Should a farm lease be in writing?
Yes. A written farm lease can help prevent disputes over rent, possession, crop rights, irrigation responsibilities, maintenance, improvements, insurance, default, and termination. Even when the parties trust each other, a written agreement protects both sides.
Can agricultural land be transferred into an LLC or trust?
Often, yes, but the transfer should be reviewed carefully. Important issues may include lender consent, due-on-sale clauses, tax consequences, property tax treatment, estate planning goals, liability protection, and how the land will be managed after transfer.
What legal issues should be considered in farm succession planning?

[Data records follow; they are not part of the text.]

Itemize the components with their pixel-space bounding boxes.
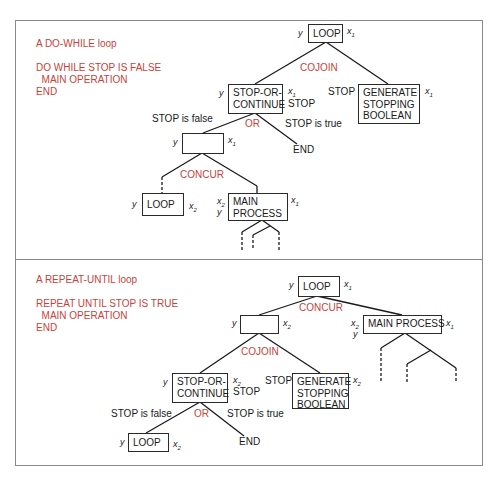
input-var: y <box>232 318 237 328</box>
loop-node: LOOP <box>298 276 340 297</box>
stop-or-continue-node: STOP-OR- CONTINUE <box>172 373 228 403</box>
input-var: y <box>132 199 137 209</box>
or-label: OR <box>194 408 209 419</box>
input-var: y <box>353 329 358 339</box>
input-var: y <box>173 137 178 147</box>
stop-or-continue-node: STOP-OR- CONTINUE <box>228 84 283 114</box>
pseudocode-line: DO WHILE STOP IS FALSE <box>36 62 161 74</box>
pseudocode-line: REPEAT UNTIL STOP IS TRUE <box>36 298 178 310</box>
cojoin-label: COJOIN <box>300 62 338 73</box>
stop-input-label: STOP <box>265 375 292 386</box>
loop-child-node: LOOP <box>142 193 184 216</box>
input-var: y <box>219 88 224 98</box>
loop-node: LOOP <box>308 24 343 43</box>
pseudocode-line: END <box>36 322 57 334</box>
cojoin-label: COJOIN <box>241 346 279 357</box>
end-node: END <box>293 144 314 155</box>
output-var: x2 <box>189 201 197 213</box>
input-var: y <box>120 437 125 447</box>
output-var: x1 <box>288 86 296 98</box>
pseudocode-line: MAIN OPERATION <box>36 74 128 86</box>
output-var: x1 <box>291 195 299 207</box>
concur-label: CONCUR <box>180 169 224 180</box>
output-var: x2 <box>283 318 291 330</box>
panel-title: A REPEAT-UNTIL loop <box>36 274 137 286</box>
panel-title: A DO-WHILE loop <box>36 38 117 50</box>
end-node: END <box>239 436 260 447</box>
branch-true-label: STOP is true <box>227 408 284 419</box>
empty-node <box>240 315 279 334</box>
empty-node <box>182 133 224 154</box>
output-var: x1 <box>228 135 236 147</box>
branch-true-label: STOP is true <box>285 118 342 129</box>
output-var: x1 <box>446 318 454 330</box>
main-process-node: MAIN PROCESS <box>228 193 288 221</box>
output-var: x1 <box>347 26 355 38</box>
input-var: y <box>217 207 222 217</box>
figure: A DO-WHILE loop DO WHILE STOP IS FALSE M… <box>0 0 498 490</box>
pseudocode-line: END <box>36 86 57 98</box>
output-var: x2 <box>353 375 361 387</box>
loop-child-node: LOOP <box>128 433 169 452</box>
or-label: OR <box>245 118 260 129</box>
stop-input-label: STOP <box>328 86 355 97</box>
pseudocode-line: MAIN OPERATION <box>36 310 128 322</box>
output-var: x1 <box>344 279 352 291</box>
input-var: y <box>289 280 294 290</box>
stop-output-label: STOP <box>288 98 315 109</box>
branch-false-label: STOP is false <box>111 408 172 419</box>
main-process-node: MAIN PROCESS <box>363 315 442 334</box>
stop-output-label: STOP <box>233 386 260 397</box>
output-var: x1 <box>425 86 433 98</box>
branch-false-label: STOP is false <box>152 113 213 124</box>
input-var: y <box>298 28 303 38</box>
output-var: x2 <box>173 439 181 451</box>
input-var: y <box>163 377 168 387</box>
generate-stopping-boolean-node: GENERATE STOPPING BOOLEAN <box>358 84 420 124</box>
generate-stopping-boolean-node: GENERATE STOPPING BOOLEAN <box>292 373 349 409</box>
concur-label: CONCUR <box>299 302 343 313</box>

Farm succession planning should address who will own the land, who will operate the business, how non-operating heirs will be treated, how debt will be handled, what happens upon death or disability, and whether the operation can afford buyouts or equalization payments.
Are water rights automatically included when farmland is sold?
Not always. The treatment of water rights depends on the transaction documents, title records, water right records, canal company documents, and the facts surrounding the property. Water rights should be specifically reviewed before closing an agricultural land transaction.
Call to Action
Speak With an Idaho Agricultural Law Attorney
If you are buying or selling agricultural land, preparing a farm lease, dealing with a water or access issue, planning for farm succession, or facing an agricultural business dispute, Peterson Law Office can help you evaluate your options.
Contact Peterson Law Office, PLLC to discuss your agricultural law matter.
Serving Twin Falls, the Magic Valley, and agricultural clients throughout Southern Idaho.